After announcing fourth-quarter results that exceeded analyst estimates, the business software maker dampened investor sentiment late Wednesday by raising the specter of a slowdown in the traditionally sluggish summer months.

The tepid outlook caused Oracle shares to drop by 3.5 percent in Wednesday’s after-hours trading, dragged down by concerns that the decrepit U.S. economy may finally be sapping some of technology sector’s vitality.

Given all the economic uncertainty, it makes sense for Oracle’s management to set easily reachable targets, said Pacific Crest Securities analyst Brendan Barnicle.

“I think companies are realizing that you don’t really get rewarded for raising guidance, so there is no reason to be a hero in an environment like this,” Barnicle said.

Oracle shares fell 78 cents in extended trading after finishing the regular session at $22.55, up 32 cents.

The Redwood Shores-based company earned $2.04 billion, or 39 cents per share, in the three months ending in May, up 27 percent from $1.6 billion or 31 cents per share at the same time last year.

Oracle usually posts a strong fourth quarter because its sales force pulls out all the stops to close deals in an effort to boost year-end bonuses. Realizing they are more likely to get discounts, many of Oracle’s corporate customers hold off their purchases until this period too.

But Oracle’s quarter was even more prosperous than Wall Street had hoped.

If not for expenses related to acquisitions and employee stock awards, Oracle said it would have made 47 cents per share — 3 cents more than the average estimate among analysts polled by Thomson Financial.

Revenue totaled $7.24 billion, a 24 percent gain from last year’s $5.83 billion in the same period and nearly $400 million above the average analyst projections.

Perhaps most important to investors, Oracle’s software sales accelerated well beyond the 10 percent to 20 percent growth rate management forecast three months ago. Oracle’s new software licenses in the quarter were up 27 percent.

That robust growth is significant because sales of new software produce a steady stream of future revenue from product updates and maintenance.

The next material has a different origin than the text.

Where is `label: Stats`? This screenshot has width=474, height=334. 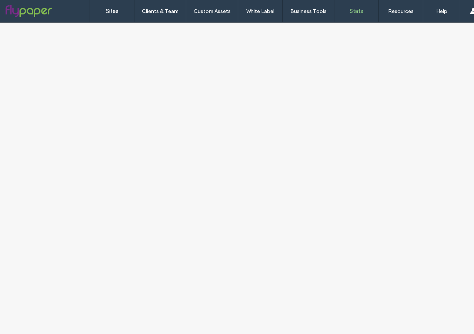
label: Stats is located at coordinates (357, 11).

But management doesn’t expect the momentum to extend into its fiscal first quarter, which will end in August. Oracle projected new software licenses will rise 10 percent to 20 percent during the summer, compared with a 35 percent gain in the same period last summer.

Excluding acquisition and stock compensation costs, Oracle expects its first-quarter earnings to be 26 cents or 27 cents per share. Analysts, on average, had already forecast 27 cents per share.

With the strong fourth-quarter showing, Oracle joins several other major tech companies that are weathering the economic turbulence battering financial services, travel and retail.

“The fact that we put up these results in these times demonstrates our strategy is working,” Safra Catz, Oracle’s chief financial officer, said in a conference call with analysts.

Technology generally has proven a safe haven so far, largely because corporations still need computers and software to navigate through the economy’s downturn.

At large technology companies like Oracle, Hewlett-Packard Co., IBM Corp., Intel Corp., Google Inc., Apple Inc. and Cisco Systems Inc., international sales and the weakening dollar have helped offset slowing demand in the United States.

If the dollar were as strong as it was a year ago, Oracle estimated its fourth-quarter profit would have risen a more modest 14 percent.

The strong fourth-quarter performance also indicates Oracle is gaining ground on SAP AG, the longtime leader in so-called business applications software — the computer coding that enables companies, schools and government agencies to automate administrative tasks.

Oracle has spent about $35 billion during the past three years buying dozens of smaller rivals, primarily to mount a more serious challenge to Germany-based SAP in business applications software.